The 2020 Nobel Prize in Literature has been awarded to American poet Louise Gluck "for her unmistakable poetic voice that with austere beauty makes individual existence universal," the Swedish Academy stated in a release today.
Louise Gluck was born 1943 in New York and lives in Cambridge, Massachusetts. She is a professor of English at Yale University, New Haven, Connecticut.
She made her poetic debut in 1968 with `Firstborn’, and was soon acclaimed as one of the most prominent poets in American contemporary literature. She has received several prestigious awards, among them the Pulitzer Prize (1993) and the National Book Award (2014).
Louise Gluck has published twelve collections of poetry and some volumes of essays on poetry. Her writings are characterised by a striving for clarity. Family and relationship has been the pet theme in her poems.
“Gluck seeks the universal, and in this she takes inspiration from myths and classical motifs, present in most of her works. The voices of Dido, Persephone and Eurydice – the abandoned, the punished, the betrayed – are masks for a self in transformation, as personal as it is universally valid,” the Academy stated in its release.
With collections like The Triumph of Achilles (1985) and Ararat (1990) Gluck found a growing audience in USA and abroad.
Gluck has successfully used ordinary diction in her poetry, even as the deceptively natural tone brought out brutally straightforward images of painful family relations
A poet, who is unwillingness to accept simple tenets of faith, Louise Glück resembles more than any other poet, Emily Dickinson. She is not only engaged by the errancies and shifting conditions of life, she is also a poet of radical change and rebirth. In the Wild Iris (1992), for which she was awarded the Pulitzer Prize, she describes the miraculous return of life after winter in the poem `Snowdrops’:
“I did not expect to survive, earth suppressing me. I didn’t expect to waken again, to feel in damp earth my body able to respond again, remembering after so long how to open again in the cold light of earliest spring – afraid, yes, but among you again crying yes risk joy in the raw wind of the new world.”
It should also be added that the decisive moment of change is often marked by humour and biting wit. The collection Vita Nova (1999) concludes with the lines: “I thought my life was over and my heart was broken. / Then I moved to Cambridge.” The title alludes to Dante’s classic La Vita Nuova, celebrating the new life in the guise of his muse Beatrice. Celebrated in Gluck is rather the loss of a love that has disintegrated, the Academy points out.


→ **What you are asked to do**
Some lines in the listing hold the word "arrowhead". Return each of them.

→ **Data extract**
-.-.-

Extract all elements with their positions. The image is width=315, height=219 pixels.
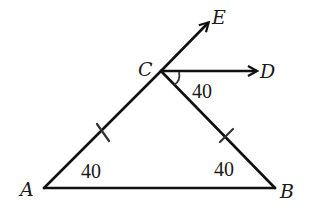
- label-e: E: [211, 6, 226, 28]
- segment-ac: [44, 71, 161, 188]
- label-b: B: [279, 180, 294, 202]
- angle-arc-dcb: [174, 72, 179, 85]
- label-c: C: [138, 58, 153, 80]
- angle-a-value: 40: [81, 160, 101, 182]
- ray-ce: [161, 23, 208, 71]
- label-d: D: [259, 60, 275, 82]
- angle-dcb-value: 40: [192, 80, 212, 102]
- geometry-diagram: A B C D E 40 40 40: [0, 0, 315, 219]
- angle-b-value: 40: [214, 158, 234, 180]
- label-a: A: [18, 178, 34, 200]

-.-.-

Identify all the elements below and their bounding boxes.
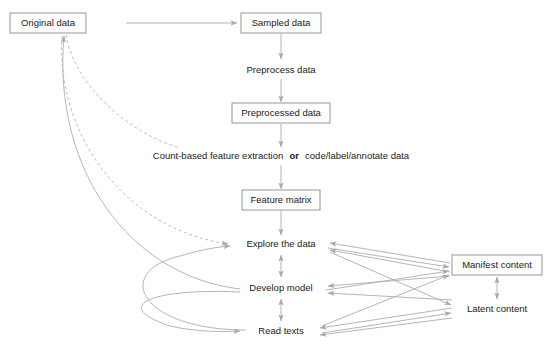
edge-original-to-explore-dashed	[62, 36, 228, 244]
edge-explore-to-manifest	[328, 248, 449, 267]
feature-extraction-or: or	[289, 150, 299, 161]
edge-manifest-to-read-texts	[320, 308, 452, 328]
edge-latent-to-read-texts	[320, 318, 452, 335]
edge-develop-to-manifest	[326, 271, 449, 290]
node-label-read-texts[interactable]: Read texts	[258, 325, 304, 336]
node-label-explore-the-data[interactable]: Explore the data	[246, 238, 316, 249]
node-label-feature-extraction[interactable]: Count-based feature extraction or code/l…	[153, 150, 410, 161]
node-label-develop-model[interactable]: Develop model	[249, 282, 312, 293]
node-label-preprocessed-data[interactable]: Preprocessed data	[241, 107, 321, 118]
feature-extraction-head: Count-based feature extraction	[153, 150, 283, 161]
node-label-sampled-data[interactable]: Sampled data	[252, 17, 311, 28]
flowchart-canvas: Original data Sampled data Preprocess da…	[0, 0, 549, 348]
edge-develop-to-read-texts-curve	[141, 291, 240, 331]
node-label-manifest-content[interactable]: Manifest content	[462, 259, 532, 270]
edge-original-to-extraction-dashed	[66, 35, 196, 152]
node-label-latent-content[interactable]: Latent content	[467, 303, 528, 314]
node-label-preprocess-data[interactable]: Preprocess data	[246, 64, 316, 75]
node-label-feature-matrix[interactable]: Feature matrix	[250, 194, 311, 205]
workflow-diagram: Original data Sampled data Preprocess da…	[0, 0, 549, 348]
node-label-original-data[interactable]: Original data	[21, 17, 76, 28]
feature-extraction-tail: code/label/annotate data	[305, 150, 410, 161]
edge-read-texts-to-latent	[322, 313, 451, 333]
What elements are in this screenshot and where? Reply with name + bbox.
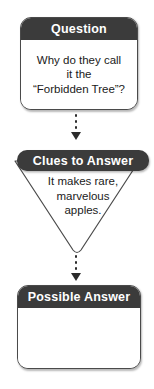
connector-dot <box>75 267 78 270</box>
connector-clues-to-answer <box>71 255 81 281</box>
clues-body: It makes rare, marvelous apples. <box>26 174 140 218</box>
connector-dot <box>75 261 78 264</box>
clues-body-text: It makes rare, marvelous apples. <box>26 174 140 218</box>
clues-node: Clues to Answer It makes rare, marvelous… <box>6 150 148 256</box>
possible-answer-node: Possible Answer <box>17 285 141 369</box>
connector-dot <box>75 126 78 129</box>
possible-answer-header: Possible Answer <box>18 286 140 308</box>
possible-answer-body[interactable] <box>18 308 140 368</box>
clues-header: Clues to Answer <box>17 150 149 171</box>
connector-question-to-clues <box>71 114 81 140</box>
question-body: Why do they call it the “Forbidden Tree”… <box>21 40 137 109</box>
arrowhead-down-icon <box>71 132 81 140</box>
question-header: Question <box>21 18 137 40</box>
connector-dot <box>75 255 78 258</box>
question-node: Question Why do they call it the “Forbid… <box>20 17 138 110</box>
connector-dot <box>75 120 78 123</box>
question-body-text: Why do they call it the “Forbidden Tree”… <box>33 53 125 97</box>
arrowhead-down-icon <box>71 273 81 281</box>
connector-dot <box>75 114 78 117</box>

-.-.-

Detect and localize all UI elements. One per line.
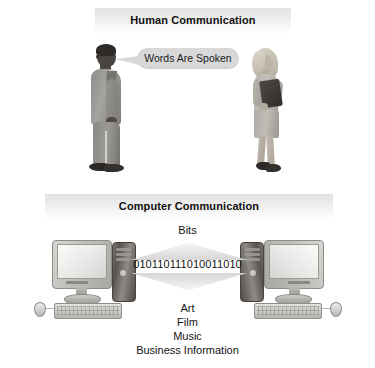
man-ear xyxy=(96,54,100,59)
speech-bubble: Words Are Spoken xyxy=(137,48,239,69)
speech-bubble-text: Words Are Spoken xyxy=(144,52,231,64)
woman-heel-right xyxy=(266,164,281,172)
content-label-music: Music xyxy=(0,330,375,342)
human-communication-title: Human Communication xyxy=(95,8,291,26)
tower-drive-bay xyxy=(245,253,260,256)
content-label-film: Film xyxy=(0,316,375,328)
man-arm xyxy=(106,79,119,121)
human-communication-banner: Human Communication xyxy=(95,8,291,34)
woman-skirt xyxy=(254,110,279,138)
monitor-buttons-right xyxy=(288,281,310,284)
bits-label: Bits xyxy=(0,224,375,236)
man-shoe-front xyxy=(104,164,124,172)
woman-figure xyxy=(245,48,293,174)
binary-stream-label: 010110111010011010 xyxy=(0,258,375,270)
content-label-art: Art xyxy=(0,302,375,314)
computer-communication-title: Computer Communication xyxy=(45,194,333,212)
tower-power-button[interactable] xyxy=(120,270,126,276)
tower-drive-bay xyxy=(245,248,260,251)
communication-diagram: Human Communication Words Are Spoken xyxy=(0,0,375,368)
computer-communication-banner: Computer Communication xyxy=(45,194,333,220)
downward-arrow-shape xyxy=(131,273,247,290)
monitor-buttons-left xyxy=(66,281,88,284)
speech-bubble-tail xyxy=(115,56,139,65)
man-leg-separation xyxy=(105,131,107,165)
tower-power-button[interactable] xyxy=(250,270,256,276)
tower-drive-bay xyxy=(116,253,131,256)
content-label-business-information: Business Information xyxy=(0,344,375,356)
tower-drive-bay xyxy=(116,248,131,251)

-.-.-

→ **Problem solution**
arrowhead-down-icon <box>71 132 81 140</box>
arrowhead-down-icon <box>71 273 81 281</box>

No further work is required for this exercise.